If you can tell me that, I admit it, I’ll be impressed. I can’t. And it’s for that very reason I just don’t feel able to cough up over £50, once you count in the notorious booking fee, to book a ticket for the Foo Fighters live at Milton Keynes. MILTON KEYNES, my very home town, where I have a bed less than half an hour’s walk from the stage.
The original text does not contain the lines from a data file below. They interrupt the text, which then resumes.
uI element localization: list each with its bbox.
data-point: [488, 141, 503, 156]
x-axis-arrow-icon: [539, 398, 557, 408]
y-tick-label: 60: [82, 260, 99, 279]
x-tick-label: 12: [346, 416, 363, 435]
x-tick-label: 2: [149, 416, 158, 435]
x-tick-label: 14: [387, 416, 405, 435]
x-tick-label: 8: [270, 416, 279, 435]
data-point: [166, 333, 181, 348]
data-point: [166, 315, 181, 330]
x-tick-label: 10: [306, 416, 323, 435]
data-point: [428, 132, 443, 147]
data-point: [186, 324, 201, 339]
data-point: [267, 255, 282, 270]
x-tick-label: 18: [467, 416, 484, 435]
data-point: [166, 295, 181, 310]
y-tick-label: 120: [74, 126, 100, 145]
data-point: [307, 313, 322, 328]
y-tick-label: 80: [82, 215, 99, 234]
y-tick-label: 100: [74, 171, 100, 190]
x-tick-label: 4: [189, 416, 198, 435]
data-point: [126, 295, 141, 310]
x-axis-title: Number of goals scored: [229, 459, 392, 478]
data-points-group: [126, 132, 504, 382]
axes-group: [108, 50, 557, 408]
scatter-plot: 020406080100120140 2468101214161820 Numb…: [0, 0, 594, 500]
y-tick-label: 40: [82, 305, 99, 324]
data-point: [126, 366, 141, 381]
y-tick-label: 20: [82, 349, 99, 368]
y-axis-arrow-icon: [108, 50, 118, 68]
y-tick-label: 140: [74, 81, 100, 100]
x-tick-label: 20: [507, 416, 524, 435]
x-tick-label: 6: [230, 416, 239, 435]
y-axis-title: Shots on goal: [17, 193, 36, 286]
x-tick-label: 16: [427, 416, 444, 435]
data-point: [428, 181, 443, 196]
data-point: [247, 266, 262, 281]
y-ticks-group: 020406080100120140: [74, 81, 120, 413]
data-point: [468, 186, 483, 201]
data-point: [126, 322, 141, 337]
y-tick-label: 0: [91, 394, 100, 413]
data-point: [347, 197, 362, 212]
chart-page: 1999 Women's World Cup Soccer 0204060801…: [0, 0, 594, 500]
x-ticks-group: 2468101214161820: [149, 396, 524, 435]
Yes, the line-up is fantastic, yes, on balance, the gig probably will be worth that kind of money but I plan my life around music enough as it is- there I was thinking booking tickets for Spring gigs now seemed a little premature. Is it just me, or is ticket booking taking place earlier and earlier? There’s something very sanitising about this, the idea that ‘attending a concert should be something one plans with precision’ and it’s an idea I just can’t buy into. There is also a business side to this that the cynic in me can’t help but notice; the earlier we buy these tickets and think little of it, the more time the vast sum of money coming in from ticket sales has to accumulate interest for the promoters before being required to pay the artistes. I understand the industry is struggling and needs to make money somewhere but in amongst planning a Winter getaway and starting to make lists of Christmas gifts, I just can’t find that kind of money for something in over 6 months. Even Glastonbury appreciate this by offering the deposit scheme.
And that is why I know I will be missing out on the Foo Fighters- because, funnily enough, my finances don’t operate 9 months in advance and surely this country has learnt its lesson about credit cards by now?